Neglect of key groups undermines progress against HIV/AIDS
10 March 2016
Author: Martin Atela and Solomon Omariba
A cross-border petroleum trucker. Key, mobile and vulnerable populations are disproportionately exposed to both risks of HIV infection and barriers to healthcare services. Photo: Glenn Stark/Flickr

Because key populations play a crucial part in the spread of HIV, their involvement in tackling the virus is vital for an effective and sustainable response to the problem in the East African Community.

Besides cross-border populations, other vulnerable populations that need special focus include adolescent girls, young women, migrant populations, fisherfolk and people living with HIV.

Key populations are predisposed to acquire and transmit HIV for a number of reasons, including personal circumstances such as age, social mobility, education, and gender. Other factors are environmental and include poverty, gender discrimination and lack of or inadequacy of services.

Among the overall population, key and vulnerable groups are perhaps the most affected by poverty, gender inequality, harmful cultural and religious practices, low access to credit and finance, and lesser property or inheritance rights. Other factors such as political instability, economic migration, state fragility, and fragmentation contribute to increased HIV risk and vulnerability among key populations.

Stigma and discrimination in law and practice remain a major barrier to the provision of prevention, care and treatment services for key populations. Sex workers, transgender persons, people who use and inject drugs and men who have sex with men are especially vulnerable to social and state discrimination.

Most countries in the region have either criminalised the activities of key populations creating an artificial barrier to accessing health services. Cultural practices and social norms also condone discrimination against such groups.

Essentially, weak legal, social and policy frameworks for the protection of key populations limit their ability to access and utilise HIV prevention and other health services, thereby predisposing them to HIV infection and transmission.

The barriers and risks are higher for persons who are both key and vulnerable such as pregnant women who inject drugs or are sex workers. These groups of individuals cannot benefit from life-saving health and HIV services without first feeling safe from stigmatisation and discrimination by healthcare providers and the community at large.

The World Health Organization (WHO) warns that failure to provide adequate HIV services for key populations threatens progress against HIV. National efforts to reach new zero AIDS-related deaths will only be achieved through explicit commitment to addressing the HIV-pandemic. An effective HIV response calls for targeted and tailored HIV prevention, care and treatment interventions for key populations.

One such effort to address these gaps and increase access to HIV-services among key populations is the Cross-Border Health Integrated Partners Project (CB-HIPP). This is a US President’s Emergency Plan for AIDS Relief (PEPFAR) funded programme through the US Agency for International Development (USAID).

A consortium of organisations led by FHI360, Abts Associates and the African Institute for Development Policy (AFIDEP) implements this program. It aims at providing quality integrated health services to key, mobile and vulnerable populations in strategic border areas and other transport corridor sites in the East, Central and Southern Africa (ECSA) region. The programme aims at galvanising political commitment, general leadership, and policy and resource allocation while adopting best practices to improve health service delivery along transport corridors in the ECSA region.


WHAT YOU WILL DO
Every line of the material is to be reproduced verbatim.

PROVIDED ENTRIES
..........

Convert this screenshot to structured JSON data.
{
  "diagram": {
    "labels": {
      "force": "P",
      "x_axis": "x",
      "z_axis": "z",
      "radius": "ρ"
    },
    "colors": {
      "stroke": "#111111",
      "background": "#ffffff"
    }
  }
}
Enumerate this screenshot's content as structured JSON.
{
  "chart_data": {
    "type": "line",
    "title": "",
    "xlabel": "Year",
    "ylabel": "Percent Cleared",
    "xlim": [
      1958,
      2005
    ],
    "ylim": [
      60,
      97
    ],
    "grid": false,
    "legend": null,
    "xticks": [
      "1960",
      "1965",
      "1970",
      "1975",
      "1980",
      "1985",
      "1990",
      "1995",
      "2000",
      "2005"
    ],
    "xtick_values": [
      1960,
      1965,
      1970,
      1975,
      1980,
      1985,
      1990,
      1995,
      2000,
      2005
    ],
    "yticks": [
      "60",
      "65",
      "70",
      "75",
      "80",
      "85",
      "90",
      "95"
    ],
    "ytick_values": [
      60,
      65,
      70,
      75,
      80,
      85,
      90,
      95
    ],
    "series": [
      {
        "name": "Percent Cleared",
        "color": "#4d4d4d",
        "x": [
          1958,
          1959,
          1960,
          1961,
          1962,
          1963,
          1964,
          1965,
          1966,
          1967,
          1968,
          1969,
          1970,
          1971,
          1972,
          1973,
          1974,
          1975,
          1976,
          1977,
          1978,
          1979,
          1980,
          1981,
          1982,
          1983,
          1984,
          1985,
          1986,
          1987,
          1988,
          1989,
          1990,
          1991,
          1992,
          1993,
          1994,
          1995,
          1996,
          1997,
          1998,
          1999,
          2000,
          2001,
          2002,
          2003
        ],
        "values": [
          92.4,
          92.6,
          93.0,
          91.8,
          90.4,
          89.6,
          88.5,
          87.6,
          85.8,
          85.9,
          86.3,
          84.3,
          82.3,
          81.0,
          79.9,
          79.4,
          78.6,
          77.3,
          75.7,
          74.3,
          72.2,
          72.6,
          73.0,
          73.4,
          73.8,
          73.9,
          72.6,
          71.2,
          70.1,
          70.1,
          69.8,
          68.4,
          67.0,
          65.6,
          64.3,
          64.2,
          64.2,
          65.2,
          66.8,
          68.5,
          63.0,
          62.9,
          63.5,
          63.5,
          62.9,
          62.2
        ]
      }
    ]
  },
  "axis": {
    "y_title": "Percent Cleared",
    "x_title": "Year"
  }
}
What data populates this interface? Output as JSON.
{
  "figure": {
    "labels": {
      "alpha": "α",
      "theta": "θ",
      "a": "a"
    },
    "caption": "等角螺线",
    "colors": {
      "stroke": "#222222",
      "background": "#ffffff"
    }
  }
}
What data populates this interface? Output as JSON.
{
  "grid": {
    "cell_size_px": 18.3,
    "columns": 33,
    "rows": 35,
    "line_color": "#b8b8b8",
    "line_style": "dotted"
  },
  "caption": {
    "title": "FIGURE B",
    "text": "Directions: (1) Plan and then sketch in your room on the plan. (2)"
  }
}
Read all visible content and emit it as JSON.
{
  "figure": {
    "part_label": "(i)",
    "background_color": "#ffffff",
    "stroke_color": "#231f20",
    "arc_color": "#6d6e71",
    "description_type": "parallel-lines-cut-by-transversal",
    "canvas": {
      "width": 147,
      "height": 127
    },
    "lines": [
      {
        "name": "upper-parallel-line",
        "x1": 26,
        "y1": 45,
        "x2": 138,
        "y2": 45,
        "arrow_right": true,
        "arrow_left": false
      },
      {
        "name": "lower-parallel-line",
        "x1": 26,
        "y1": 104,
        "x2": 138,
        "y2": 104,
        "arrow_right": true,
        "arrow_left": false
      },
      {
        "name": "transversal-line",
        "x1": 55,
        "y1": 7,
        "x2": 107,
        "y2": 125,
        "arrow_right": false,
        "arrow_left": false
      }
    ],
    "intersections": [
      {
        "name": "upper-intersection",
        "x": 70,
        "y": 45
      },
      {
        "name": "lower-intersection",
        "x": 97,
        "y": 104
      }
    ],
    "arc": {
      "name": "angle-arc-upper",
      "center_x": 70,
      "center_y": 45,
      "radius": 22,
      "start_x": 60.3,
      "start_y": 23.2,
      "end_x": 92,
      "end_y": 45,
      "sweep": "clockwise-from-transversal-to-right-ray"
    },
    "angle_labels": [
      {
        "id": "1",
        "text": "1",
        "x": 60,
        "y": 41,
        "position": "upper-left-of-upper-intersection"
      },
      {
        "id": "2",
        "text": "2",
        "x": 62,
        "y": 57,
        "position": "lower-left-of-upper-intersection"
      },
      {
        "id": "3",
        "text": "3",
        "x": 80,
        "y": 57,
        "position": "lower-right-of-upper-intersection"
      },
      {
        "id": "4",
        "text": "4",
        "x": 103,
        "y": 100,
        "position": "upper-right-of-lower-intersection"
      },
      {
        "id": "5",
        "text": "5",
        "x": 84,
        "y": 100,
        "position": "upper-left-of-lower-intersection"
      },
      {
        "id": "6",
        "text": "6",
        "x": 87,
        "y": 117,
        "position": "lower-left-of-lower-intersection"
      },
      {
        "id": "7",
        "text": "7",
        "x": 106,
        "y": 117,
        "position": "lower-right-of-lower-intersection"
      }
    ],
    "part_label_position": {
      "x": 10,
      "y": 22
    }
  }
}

..........

RESPONSE
Convert this screenshot to structured JSON data.
{
  "diagram": {
    "labels": {
      "force": "P",
      "x_axis": "x",
      "z_axis": "z",
      "radius": "ρ"
    },
    "colors": {
      "stroke": "#111111",
      "background": "#ffffff"
    }
  }
}
Enumerate this screenshot's content as structured JSON.
{
  "chart_data": {
    "type": "line",
    "title": "",
    "xlabel": "Year",
    "ylabel": "Percent Cleared",
    "xlim": [
      1958,
      2005
    ],
    "ylim": [
      60,
      97
    ],
    "grid": false,
    "legend": null,
    "xticks": [
      "1960",
      "1965",
      "1970",
      "1975",
      "1980",
      "1985",
      "1990",
      "1995",
      "2000",
      "2005"
    ],
    "xtick_values": [
      1960,
      1965,
      1970,
      1975,
      1980,
      1985,
      1990,
      1995,
      2000,
      2005
    ],
    "yticks": [
      "60",
      "65",
      "70",
      "75",
      "80",
      "85",
      "90",
      "95"
    ],
    "ytick_values": [
      60,
      65,
      70,
      75,
      80,
      85,
      90,
      95
    ],
    "series": [
      {
        "name": "Percent Cleared",
        "color": "#4d4d4d",
        "x": [
          1958,
          1959,
          1960,
          1961,
          1962,
          1963,
          1964,
          1965,
          1966,
          1967,
          1968,
          1969,
          1970,
          1971,
          1972,
          1973,
          1974,
          1975,
          1976,
          1977,
          1978,
          1979,
          1980,
          1981,
          1982,
          1983,
          1984,
          1985,
          1986,
          1987,
          1988,
          1989,
          1990,
          1991,
          1992,
          1993,
          1994,
          1995,
          1996,
          1997,
          1998,
          1999,
          2000,
          2001,
          2002,
          2003
        ],
        "values": [
          92.4,
          92.6,
          93.0,
          91.8,
          90.4,
          89.6,
          88.5,
          87.6,
          85.8,
          85.9,
          86.3,
          84.3,
          82.3,
          81.0,
          79.9,
          79.4,
          78.6,
          77.3,
          75.7,
          74.3,
          72.2,
          72.6,
          73.0,
          73.4,
          73.8,
          73.9,
          72.6,
          71.2,
          70.1,
          70.1,
          69.8,
          68.4,
          67.0,
          65.6,
          64.3,
          64.2,
          64.2,
          65.2,
          66.8,
          68.5,
          63.0,
          62.9,
          63.5,
          63.5,
          62.9,
          62.2
        ]
      }
    ]
  },
  "axis": {
    "y_title": "Percent Cleared",
    "x_title": "Year"
  }
}
What data populates this interface? Output as JSON.
{
  "figure": {
    "labels": {
      "alpha": "α",
      "theta": "θ",
      "a": "a"
    },
    "caption": "等角螺线",
    "colors": {
      "stroke": "#222222",
      "background": "#ffffff"
    }
  }
}
What data populates this interface? Output as JSON.
{
  "grid": {
    "cell_size_px": 18.3,
    "columns": 33,
    "rows": 35,
    "line_color": "#b8b8b8",
    "line_style": "dotted"
  },
  "caption": {
    "title": "FIGURE B",
    "text": "Directions: (1) Plan and then sketch in your room on the plan. (2)"
  }
}
Read all visible content and emit it as JSON.
{
  "figure": {
    "part_label": "(i)",
    "background_color": "#ffffff",
    "stroke_color": "#231f20",
    "arc_color": "#6d6e71",
    "description_type": "parallel-lines-cut-by-transversal",
    "canvas": {
      "width": 147,
      "height": 127
    },
    "lines": [
      {
        "name": "upper-parallel-line",
        "x1": 26,
        "y1": 45,
        "x2": 138,
        "y2": 45,
        "arrow_right": true,
        "arrow_left": false
      },
      {
        "name": "lower-parallel-line",
        "x1": 26,
        "y1": 104,
        "x2": 138,
        "y2": 104,
        "arrow_right": true,
        "arrow_left": false
      },
      {
        "name": "transversal-line",
        "x1": 55,
        "y1": 7,
        "x2": 107,
        "y2": 125,
        "arrow_right": false,
        "arrow_left": false
      }
    ],
    "intersections": [
      {
        "name": "upper-intersection",
        "x": 70,
        "y": 45
      },
      {
        "name": "lower-intersection",
        "x": 97,
        "y": 104
      }
    ],
    "arc": {
      "name": "angle-arc-upper",
      "center_x": 70,
      "center_y": 45,
      "radius": 22,
      "start_x": 60.3,
      "start_y": 23.2,
      "end_x": 92,
      "end_y": 45,
      "sweep": "clockwise-from-transversal-to-right-ray"
    },
    "angle_labels": [
      {
        "id": "1",
        "text": "1",
        "x": 60,
        "y": 41,
        "position": "upper-left-of-upper-intersection"
      },
      {
        "id": "2",
        "text": "2",
        "x": 62,
        "y": 57,
        "position": "lower-left-of-upper-intersection"
      },
      {
        "id": "3",
        "text": "3",
        "x": 80,
        "y": 57,
        "position": "lower-right-of-upper-intersection"
      },
      {
        "id": "4",
        "text": "4",
        "x": 103,
        "y": 100,
        "position": "upper-right-of-lower-intersection"
      },
      {
        "id": "5",
        "text": "5",
        "x": 84,
        "y": 100,
        "position": "upper-left-of-lower-intersection"
      },
      {
        "id": "6",
        "text": "6",
        "x": 87,
        "y": 117,
        "position": "lower-left-of-lower-intersection"
      },
      {
        "id": "7",
        "text": "7",
        "x": 106,
        "y": 117,
        "position": "lower-right-of-lower-intersection"
      }
    ],
    "part_label_position": {
      "x": 10,
      "y": 22
    }
  }
}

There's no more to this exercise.